Why multiple modes are populated. In a homogeneously-broadened gain medium (e.g., a typical semiconductor laser), only the longitudinal mode closest to the gain peak should lase — all others should be suppressed by gain competition. In practice, several modes near the gain peak are simultaneously populated due to:
- Spatial hole burning: the standing-wave pattern of each mode burns its own gain profile, leaving gain available for adjacent modes
- Carrier diffusion: averages out spatial hole burning only partially
- Frequency-modulated gain dynamics: pulsed or modulated lasers transiently populate side modes
- Mode partition noise: stochastic energy transfer between modes during operation
In an unfiltered Fabry-Perot laser, 10 – 100 longitudinal modes can be simultaneously above threshold, distributed across the gain bandwidth.
Single-mode operation requires mode selection. A "single longitudinal mode" laser uses a wavelength-selective element to favor one specific mode:
- DFB laser: a Bragg grating along the cavity provides selective feedback only at the Bragg wavelength
- DBR laser: one or both mirrors are wavelength-selective Bragg reflectors
- Intracavity etalon: a thin etalon in the cavity provides narrowband transmission
- External cavity Littrow/Littman: a diffraction grating selects one wavelength
- VCSEL: extremely short cavity has FSR larger than gain bandwidth, allowing only one longitudinal mode
Side-mode suppression ratio (SMSR) quantifies how strongly the dominant mode dominates: typical single-mode lasers achieve SMSR dB; high-quality DFB lasers achieve dB.
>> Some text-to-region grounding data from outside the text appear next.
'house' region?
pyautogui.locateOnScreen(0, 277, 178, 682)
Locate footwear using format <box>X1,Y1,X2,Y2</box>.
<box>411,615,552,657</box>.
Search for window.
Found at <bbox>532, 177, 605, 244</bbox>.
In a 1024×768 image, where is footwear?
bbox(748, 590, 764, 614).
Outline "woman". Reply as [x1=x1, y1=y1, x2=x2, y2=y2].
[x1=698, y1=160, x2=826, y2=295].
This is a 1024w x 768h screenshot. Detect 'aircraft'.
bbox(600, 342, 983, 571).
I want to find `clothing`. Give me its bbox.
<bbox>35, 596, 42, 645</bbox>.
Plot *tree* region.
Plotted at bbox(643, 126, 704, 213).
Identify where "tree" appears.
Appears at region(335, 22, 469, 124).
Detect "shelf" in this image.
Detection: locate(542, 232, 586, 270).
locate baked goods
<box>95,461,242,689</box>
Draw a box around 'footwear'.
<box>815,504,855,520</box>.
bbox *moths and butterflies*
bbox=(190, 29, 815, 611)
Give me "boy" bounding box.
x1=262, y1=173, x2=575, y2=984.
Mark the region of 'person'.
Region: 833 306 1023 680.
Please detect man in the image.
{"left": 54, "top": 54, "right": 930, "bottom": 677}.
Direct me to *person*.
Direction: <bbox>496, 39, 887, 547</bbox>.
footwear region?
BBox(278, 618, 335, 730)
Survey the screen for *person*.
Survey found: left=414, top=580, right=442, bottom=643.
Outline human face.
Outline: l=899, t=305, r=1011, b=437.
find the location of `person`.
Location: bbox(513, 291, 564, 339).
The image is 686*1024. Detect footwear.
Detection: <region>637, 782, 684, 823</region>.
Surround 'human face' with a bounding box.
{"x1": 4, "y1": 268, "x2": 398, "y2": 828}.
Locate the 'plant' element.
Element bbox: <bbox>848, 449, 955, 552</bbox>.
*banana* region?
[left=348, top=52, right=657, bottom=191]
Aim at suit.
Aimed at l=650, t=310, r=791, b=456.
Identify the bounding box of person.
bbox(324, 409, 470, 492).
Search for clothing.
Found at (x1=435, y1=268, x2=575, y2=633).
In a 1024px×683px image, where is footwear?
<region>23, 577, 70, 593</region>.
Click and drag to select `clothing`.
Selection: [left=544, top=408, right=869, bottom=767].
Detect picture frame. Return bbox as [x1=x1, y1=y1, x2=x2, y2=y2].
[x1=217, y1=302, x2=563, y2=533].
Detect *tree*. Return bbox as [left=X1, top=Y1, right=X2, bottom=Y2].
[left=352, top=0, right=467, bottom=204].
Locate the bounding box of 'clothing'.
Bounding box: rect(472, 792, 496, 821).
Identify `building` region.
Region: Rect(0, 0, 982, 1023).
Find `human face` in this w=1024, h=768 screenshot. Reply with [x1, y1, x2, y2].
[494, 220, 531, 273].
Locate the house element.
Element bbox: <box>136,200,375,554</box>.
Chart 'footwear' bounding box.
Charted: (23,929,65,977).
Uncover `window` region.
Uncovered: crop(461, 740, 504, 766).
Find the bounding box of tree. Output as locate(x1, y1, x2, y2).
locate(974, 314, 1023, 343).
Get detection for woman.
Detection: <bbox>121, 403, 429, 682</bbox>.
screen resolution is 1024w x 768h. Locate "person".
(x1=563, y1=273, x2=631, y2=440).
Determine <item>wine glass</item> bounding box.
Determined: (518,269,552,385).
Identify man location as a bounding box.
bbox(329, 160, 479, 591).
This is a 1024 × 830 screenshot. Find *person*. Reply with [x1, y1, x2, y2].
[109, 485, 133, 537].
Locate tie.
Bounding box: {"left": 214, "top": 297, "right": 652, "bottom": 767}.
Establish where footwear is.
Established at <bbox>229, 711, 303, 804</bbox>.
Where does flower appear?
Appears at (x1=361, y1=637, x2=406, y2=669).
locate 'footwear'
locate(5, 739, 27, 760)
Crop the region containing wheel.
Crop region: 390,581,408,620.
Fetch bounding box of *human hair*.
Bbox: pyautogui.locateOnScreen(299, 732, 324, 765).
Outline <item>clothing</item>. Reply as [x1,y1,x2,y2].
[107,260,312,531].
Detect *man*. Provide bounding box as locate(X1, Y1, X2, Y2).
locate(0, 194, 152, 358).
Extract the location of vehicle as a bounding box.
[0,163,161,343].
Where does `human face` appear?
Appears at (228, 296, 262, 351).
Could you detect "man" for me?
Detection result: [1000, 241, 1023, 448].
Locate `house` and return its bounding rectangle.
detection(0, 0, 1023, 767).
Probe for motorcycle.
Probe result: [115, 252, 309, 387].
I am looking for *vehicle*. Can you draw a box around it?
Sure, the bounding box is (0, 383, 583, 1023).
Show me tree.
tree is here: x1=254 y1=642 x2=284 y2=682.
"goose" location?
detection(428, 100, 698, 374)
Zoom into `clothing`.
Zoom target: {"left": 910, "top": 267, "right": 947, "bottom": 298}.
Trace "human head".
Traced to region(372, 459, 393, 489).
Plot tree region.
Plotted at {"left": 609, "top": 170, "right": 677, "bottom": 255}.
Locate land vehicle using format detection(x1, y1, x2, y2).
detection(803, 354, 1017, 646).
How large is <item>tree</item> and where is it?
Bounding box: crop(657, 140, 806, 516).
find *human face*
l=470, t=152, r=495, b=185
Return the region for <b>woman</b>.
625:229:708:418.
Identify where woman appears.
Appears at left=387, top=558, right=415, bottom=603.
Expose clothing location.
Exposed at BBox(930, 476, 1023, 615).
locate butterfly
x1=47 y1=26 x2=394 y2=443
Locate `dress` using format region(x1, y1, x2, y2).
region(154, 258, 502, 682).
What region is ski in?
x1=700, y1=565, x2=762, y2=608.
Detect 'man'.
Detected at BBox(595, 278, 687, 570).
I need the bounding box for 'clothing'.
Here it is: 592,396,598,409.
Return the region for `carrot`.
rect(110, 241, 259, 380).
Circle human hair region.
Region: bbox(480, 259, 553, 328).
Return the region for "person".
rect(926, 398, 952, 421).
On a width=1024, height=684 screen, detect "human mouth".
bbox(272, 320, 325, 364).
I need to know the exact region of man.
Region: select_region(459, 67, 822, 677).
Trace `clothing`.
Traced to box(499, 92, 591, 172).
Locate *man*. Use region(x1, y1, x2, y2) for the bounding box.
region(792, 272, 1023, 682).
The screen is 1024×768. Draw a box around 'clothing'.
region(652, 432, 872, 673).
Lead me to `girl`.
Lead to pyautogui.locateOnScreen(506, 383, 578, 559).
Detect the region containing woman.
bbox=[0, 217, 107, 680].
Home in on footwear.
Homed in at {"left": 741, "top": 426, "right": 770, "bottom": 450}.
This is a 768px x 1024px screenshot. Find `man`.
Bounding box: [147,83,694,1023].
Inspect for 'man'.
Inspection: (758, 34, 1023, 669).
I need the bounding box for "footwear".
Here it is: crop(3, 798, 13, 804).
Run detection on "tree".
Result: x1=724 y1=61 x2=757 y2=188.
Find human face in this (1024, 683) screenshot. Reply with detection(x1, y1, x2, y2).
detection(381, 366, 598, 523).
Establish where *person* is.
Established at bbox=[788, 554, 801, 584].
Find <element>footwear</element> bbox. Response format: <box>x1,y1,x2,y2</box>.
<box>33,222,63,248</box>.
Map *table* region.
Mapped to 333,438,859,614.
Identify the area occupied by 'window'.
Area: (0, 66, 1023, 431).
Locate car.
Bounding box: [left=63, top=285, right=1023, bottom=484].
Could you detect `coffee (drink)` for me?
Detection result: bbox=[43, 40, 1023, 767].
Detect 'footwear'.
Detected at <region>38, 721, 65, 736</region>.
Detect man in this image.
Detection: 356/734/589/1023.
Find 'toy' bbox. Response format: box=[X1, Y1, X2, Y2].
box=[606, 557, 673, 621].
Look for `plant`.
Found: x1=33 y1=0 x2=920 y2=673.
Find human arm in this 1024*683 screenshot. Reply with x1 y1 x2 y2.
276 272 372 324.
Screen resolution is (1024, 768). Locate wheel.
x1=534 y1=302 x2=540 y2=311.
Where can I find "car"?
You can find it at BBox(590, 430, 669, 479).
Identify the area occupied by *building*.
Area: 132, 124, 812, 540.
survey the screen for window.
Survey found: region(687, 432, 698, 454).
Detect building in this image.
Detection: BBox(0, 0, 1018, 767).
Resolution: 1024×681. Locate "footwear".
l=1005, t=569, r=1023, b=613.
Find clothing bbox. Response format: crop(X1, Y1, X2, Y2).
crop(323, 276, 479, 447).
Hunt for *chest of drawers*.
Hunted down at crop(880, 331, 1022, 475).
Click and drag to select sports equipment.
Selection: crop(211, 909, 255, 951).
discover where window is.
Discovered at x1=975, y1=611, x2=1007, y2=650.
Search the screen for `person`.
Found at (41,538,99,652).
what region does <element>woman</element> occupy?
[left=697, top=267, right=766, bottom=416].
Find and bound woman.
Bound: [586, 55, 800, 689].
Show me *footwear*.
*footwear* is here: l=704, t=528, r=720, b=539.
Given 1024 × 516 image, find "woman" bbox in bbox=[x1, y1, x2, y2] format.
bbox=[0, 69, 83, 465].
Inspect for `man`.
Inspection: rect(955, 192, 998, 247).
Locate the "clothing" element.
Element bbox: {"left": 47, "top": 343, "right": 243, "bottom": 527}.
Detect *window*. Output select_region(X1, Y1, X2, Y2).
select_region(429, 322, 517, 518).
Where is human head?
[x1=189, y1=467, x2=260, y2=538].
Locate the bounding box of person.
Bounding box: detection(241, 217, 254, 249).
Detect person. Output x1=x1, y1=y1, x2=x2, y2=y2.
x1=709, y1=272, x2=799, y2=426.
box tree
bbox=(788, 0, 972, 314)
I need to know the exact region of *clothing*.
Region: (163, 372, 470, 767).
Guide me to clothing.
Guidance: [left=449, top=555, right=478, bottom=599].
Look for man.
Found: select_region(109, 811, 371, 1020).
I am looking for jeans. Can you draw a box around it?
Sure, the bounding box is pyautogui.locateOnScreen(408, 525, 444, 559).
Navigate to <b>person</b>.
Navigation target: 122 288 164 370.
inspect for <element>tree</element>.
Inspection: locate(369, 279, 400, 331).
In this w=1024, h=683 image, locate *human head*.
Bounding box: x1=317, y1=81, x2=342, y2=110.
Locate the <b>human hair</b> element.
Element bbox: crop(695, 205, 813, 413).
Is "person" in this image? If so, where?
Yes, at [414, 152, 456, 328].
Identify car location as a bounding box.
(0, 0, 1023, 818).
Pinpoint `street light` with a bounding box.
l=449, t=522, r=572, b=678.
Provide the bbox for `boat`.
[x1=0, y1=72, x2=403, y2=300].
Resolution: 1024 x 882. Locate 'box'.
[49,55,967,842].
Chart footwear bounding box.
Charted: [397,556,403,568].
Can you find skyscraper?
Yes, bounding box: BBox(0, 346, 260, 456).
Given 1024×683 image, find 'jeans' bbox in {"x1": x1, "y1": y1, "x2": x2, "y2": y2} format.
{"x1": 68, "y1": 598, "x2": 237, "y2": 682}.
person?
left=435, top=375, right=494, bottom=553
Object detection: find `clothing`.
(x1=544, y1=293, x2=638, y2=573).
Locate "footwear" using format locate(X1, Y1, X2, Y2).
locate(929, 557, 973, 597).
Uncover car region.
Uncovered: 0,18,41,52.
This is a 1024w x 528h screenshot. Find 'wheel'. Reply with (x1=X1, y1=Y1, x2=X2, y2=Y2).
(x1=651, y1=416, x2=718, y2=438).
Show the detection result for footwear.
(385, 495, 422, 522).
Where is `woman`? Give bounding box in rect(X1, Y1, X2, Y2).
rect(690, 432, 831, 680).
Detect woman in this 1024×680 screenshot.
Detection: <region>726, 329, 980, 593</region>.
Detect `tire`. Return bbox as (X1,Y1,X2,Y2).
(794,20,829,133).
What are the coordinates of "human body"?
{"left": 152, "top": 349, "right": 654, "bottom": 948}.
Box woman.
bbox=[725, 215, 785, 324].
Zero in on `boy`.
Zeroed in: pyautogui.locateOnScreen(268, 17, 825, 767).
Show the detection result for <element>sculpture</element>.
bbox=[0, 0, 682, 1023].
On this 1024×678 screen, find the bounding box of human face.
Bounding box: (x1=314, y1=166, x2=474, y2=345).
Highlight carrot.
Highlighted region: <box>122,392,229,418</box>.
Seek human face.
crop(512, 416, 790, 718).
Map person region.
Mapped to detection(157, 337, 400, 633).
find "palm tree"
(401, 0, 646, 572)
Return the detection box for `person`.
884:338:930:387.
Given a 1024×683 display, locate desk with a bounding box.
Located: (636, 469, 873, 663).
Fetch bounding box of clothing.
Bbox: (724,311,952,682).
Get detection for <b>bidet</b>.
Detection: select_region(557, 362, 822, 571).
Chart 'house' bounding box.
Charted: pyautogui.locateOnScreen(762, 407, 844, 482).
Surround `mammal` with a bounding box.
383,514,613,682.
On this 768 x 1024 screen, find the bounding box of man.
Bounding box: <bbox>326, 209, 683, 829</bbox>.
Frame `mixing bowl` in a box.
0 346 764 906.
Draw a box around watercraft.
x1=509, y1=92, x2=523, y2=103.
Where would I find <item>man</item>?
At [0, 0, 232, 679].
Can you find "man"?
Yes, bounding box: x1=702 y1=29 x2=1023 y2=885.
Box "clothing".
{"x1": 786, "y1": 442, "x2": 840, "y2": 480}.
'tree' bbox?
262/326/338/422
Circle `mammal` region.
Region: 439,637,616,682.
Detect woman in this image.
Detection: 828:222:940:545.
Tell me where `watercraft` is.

Mode beat note in detection. When two longitudinal modes are simultaneously incident on a photodetector, they beat at the difference frequency (= FSR for adjacent modes). This produces RF noise at the FSR frequency. For Fabry-Perot lasers, this beat note (typically 50 – 200 GHz, well above electronic bandwidth) is usually invisible. For external-cavity lasers with longer cavities (FSR in the GHz range), the beat note may interfere with the signal of interest.
Why FSR equals 1/round-trip time. The longitudinal modes can be viewed alternatively as a discrete decomposition of the cavity's frequency response. The cavity's impulse response is a sequence of decaying pulses spaced by . The Fourier transform of this impulse train is a comb of frequencies spaced by — exactly the FSR. This connection makes the mode comb intuitive: the cavity remembers a roundtrip time, and modes are the frequencies that constructively interfere with themselves after each roundtrip.
Frequency combs. A mode-locked laser actively populates many longitudinal modes with a fixed phase relationship. The resulting "frequency comb" with teeth uniformly spaced by FSR is the basis of modern optical clocks and absolute-frequency metrology.
References: Saleh & Teich, Fundamentals of Photonics (3rd ed., 2019), Ch. 11 (laser resonators); Siegman, Lasers (University Science Books, 1986), Ch. 11 for the rigorous cavity analysis; Yariv & Yeh, Photonics (6th ed., 2007), Ch. 7.